Dani Shapiro
December 7, 2015

On This Too

Last weekend I took my husband to a day-long meditation retreat in New York City.  This was ostensibly a birthday gift for him.  He is not a someone who meditates, but – like eating fresh vegetables or going to bed early – he’s usually glad he did.  It was a selfish gift, in a way.  The day was being led by one of my favorite western Buddhist teachers and this was a rare opportunity to do nothing for eight hours but train our hearts and minds on matters such as kindness, peacefulness, forgiveness, equanimity.  We filed into the great hall at Ethical Culture, which quickly filled with six, seven hundred people who had all bought tickets and made room in their lives for a day dedicated to the psychology of Buddhist meditation.  Some had overnight bags with them, and appeared to have come straight from the airport or the train station.

As the day progressed, I sat next to my husband and felt my heart soften and expand.  If it’s possible to feel the hearts and minds of others soften and expand, the whole room felt full of pulsing, aching, tender hearts, all yearning, all longing, all so very human.  Jack Kornfield sat alone in the center of a vast stage, papers and books arranged all around him and wove references ranging from Diane Ackerman to the Dalai Lama into a tapestry that seemed to hold the whole room together.

In the early afternoon – while in the midst of a teaching on equanimity – my phone began to vibrate in my bag.  I ignored it, but it kept vibrating, so finally, I glanced at it.  It was my sixteen year old son calling.  He had just tried me twice.  I slipped out of the great hall and into a corridor to return his call.  When he picked up, he was sobbing.  My breath caught in my throat.  What? I spoke softly into the phone.  What happened? 

A beloved young teacher at his school had been driving down a country road earlier in the day with his two small children strapped into the back of his car.  He’d been in a head-on collision.  He didn’t make it, my son said through his tears.  Information wasn’t yet known about the children.  It seemed that one of them was seriously injured.  The wife and mother – my son’s former English teacher at the same school – had been teaching classes and was not in the car.

I sank to a stair in the hallway and felt tears streaming down my own cheeks.  I’m so sorry, I kept saying to Jacob.  I’m so sorry.  Inside the great hall, six hundred people had closed their eyes and were meditating.  The delicate fabric of the world unraveled and revealed itself in all its fragility, in its invisible pattern.  In its beauty and its terror.  My heart broke for the family.  For the whole school community.  My heart broke for my boy, who had experienced loss, but not this kind — not the kind that comes like a claw from behind the curtain and grabs you and shakes you until there seems to be nothing left.  He hadn’t known about the suddenness, the revelation of randomness and chaos.  He hadn’t yet seen up close the shattering loss of a life cut short on a sunny Saturday morning on a country road.  He was so young, my son said, his voice shaking.

I made my way back into the great hall and slid next to my husband.  I whispered the terrible news in his ear and we both sat there, shaken to the core.  How do we hold all of life in our hearts without our hearts breaking?  How do we love, knowing that love will lead to such unbearable loss?  How do we soften – rather than harden – our hearts to the irrefutable truth that life is suffering?  This too, Jack had said earlier in the day.  This too, this too.  I am familiar with the claw that comes from behind the curtain.  On some days, I have made my peace with it.  On other days – like this one, a flag flying at half-mast on the safe and cozy campus of a small, heartbroken New England school – I shake my fist against it.  But regardless, if I keep my heart soft I will let in the pain, and also the light and love.  This too.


▶ [Activity]:
From the line below that contains "Draw a box around *person*." to the line that contains "Outline *clothing*. Reply", repeat every line exactly, both ends included, and nothing else.

▶ [Supplied data]:

☆ ☆ ☆ ☆ ☆

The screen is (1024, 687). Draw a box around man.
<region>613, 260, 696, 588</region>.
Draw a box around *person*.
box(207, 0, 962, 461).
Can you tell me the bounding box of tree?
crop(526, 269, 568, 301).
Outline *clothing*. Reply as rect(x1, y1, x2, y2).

☆ ☆ ☆ ☆ ☆

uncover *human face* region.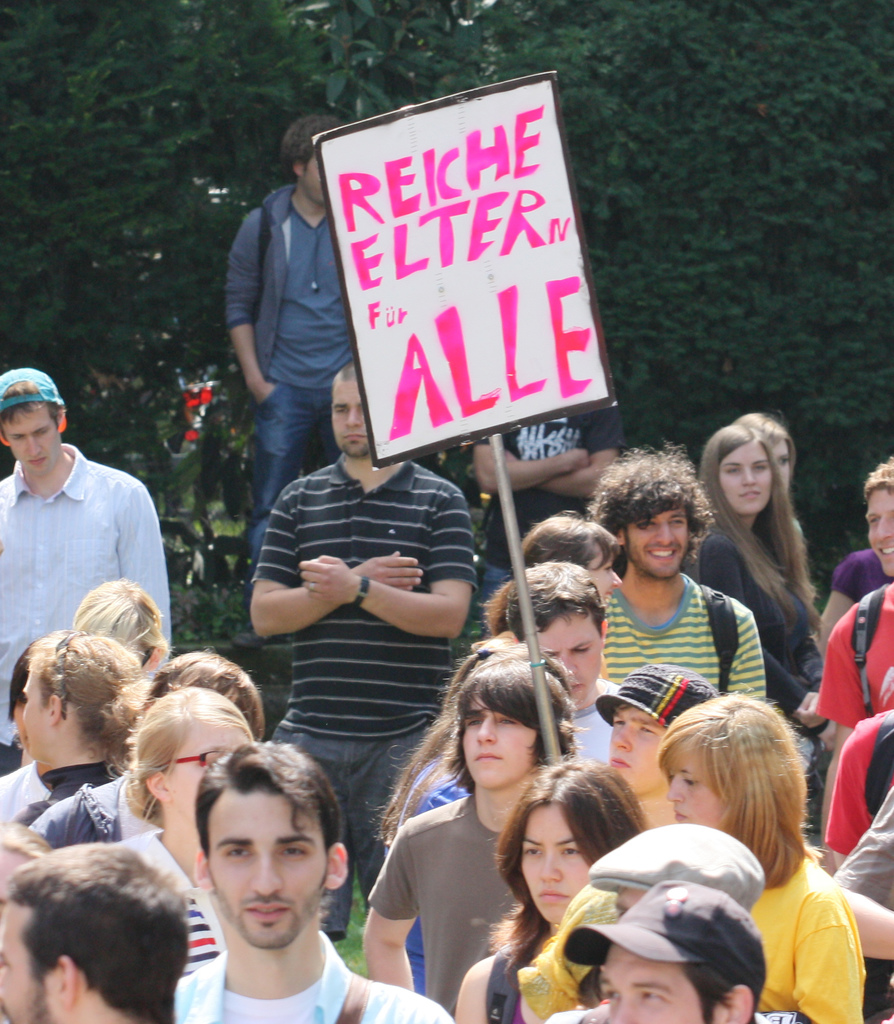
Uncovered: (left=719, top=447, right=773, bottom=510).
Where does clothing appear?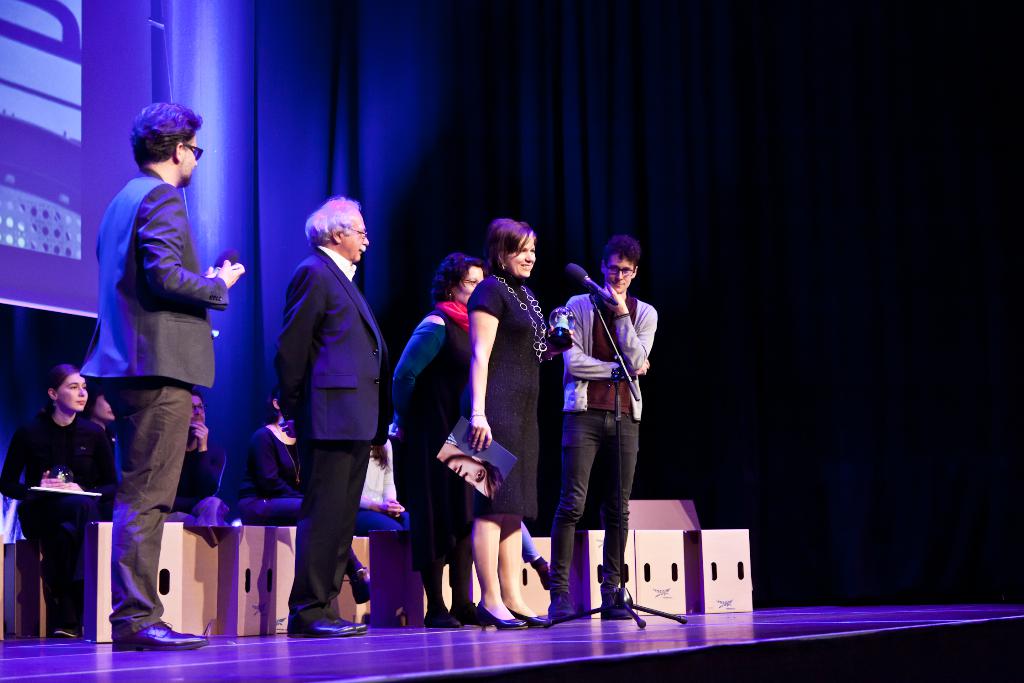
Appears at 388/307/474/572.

☆ ☆ ☆ ☆ ☆

▶ [Written reply]:
Draw a box around *person*.
box(207, 0, 962, 461).
Can you tell me the bounding box of tree?
crop(526, 269, 568, 301).
Outline *clothing*. Reply as rect(x1, y1, x2, y2).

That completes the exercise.